The Disciplinary Frame

Photographic Truths and the Capture of Meaning

2008
Author:

John Tagg

How do photographs gain their meaning and power?

Photography can seem to capture reality like no other medium, wielding the power of proof. How can a piece of chemically discolored paper have such potency? How does the meaning of a photograph become fixed? In The Disciplinary Frame, John Tagg claims that, to answer these questions, we must look at the ways in which all that frames photography determines what counts as truth.

Any publication by John Tagg is an event, so important have his contributions been to the study of photography and its histories. Here, ruminating on everything from the illustrations found in W. G. Sebald’s novels to zoot-suit riots in Los Angeles, he uncovers what he calls ‘the violence of meaning,’ a phrase as likely to join the essential lexicon of our field as has an earlier book title, ‘the burden of representation.’ At a time when the documentary image seems to be making a comeback, John Tagg reminds us of what is at stake in the practices of surveillance and documentation, complicating their claims to provide truthful evidence and faithful records by locating them within particular regimes of power and coercion.

Geoffrey Batchen, author of Forget Me Not: Photography and Remembrance

Photography can seem to capture reality and the eye like no other medium, commanding belief and wielding the power of proof. In some cases, a photograph itself is attributed the force of the real. How can a piece of chemically discolored paper have such potency? How does the meaning of a photograph become fixed? In The Disciplinary Frame, John Tagg claims that, to answer these questions, we must look at the ways in which all that frames photography—the discourse that surrounds it and the institutions that circulate it—determines what counts as truth.

The meaning and power of photographs, Tagg asserts, are discursive effects of the regimens that produce them as official record, documentary image, historical evidence, or art.
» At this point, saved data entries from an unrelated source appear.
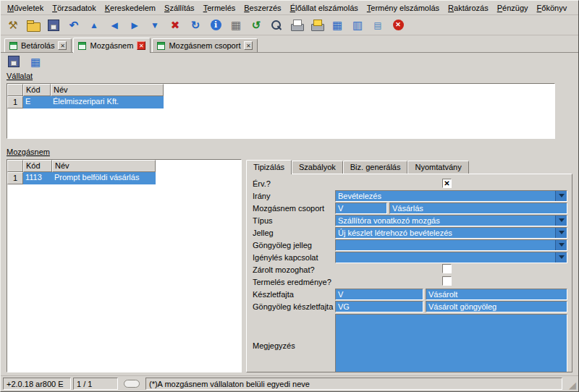  Describe the element at coordinates (447, 281) in the screenshot. I see `termeles-checkbox` at that location.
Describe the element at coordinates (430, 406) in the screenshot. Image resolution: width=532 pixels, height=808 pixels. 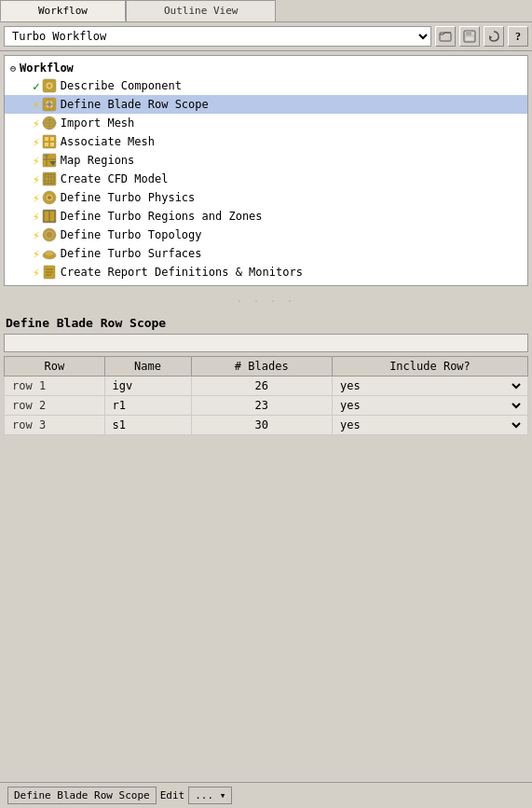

Teasing out the historical processes involved, he examines a series of revealing case studies from nineteenth-century European and American photographs to Depression-era works by Walker Evans, Dorothea Lange, and Margaret Bourke-White to the conceptualist photography of John Baldessari.

Central to this transformative work are questions of cultural strategy, the growth of the state, and broad issues of power and representation: how the discipline of the frame holds both photographic image and viewer in place, without erasing the possibility for evading, and even resisting, capture. Photographs, Tagg ultimately finds, are at once too big and too small for the frames in which they are enclosed—always saying more than is wanted and less than is desired.

John Tagg, author of The Burden of Representation: Essays on Photographies and Histories and Grounds of Dispute: Art History, Cultural Politics, and the Discursive Field, has taught at universities in Britain and the United States and has directed programs in art history and critical theory for more than thirty years. He is professor of art history and comparative literature at Binghamton University and J. Clawson Mills Fellow in the Department of Photographs at the Metropolitan Museum of Art in New York.

Any publication by John Tagg is an event, so important have his contributions been to the study of photography and its histories. Here, ruminating on everything from the illustrations found in W. G. Sebald’s novels to zoot-suit riots in Los Angeles, he uncovers what he calls ‘the violence of meaning,’ a phrase as likely to join the essential lexicon of our field as has an earlier book title, ‘the burden of representation.’ At a time when the documentary image seems to be making a comeback, John Tagg reminds us of what is at stake in the practices of surveillance and documentation, complicating their claims to provide truthful evidence and faithful records by locating them within particular regimes of power and coercion.

Geoffrey Batchen, author of Forget Me Not: Photography and Remembrance

Tagg illuminates the structural link between the documentary approach and the liberal democratic public sphere.

College Art Association Reviews

Tagg not only enriches the historical scholarship on American documentary photography in the first half of the twentieth century, but he also breaks new theoretical ground by positing a new way of looking at particular photographs that eludes ontological distinctions of the medium as a whole while also reveling in the ability of certain images to expose and exceed the discipline of the frame.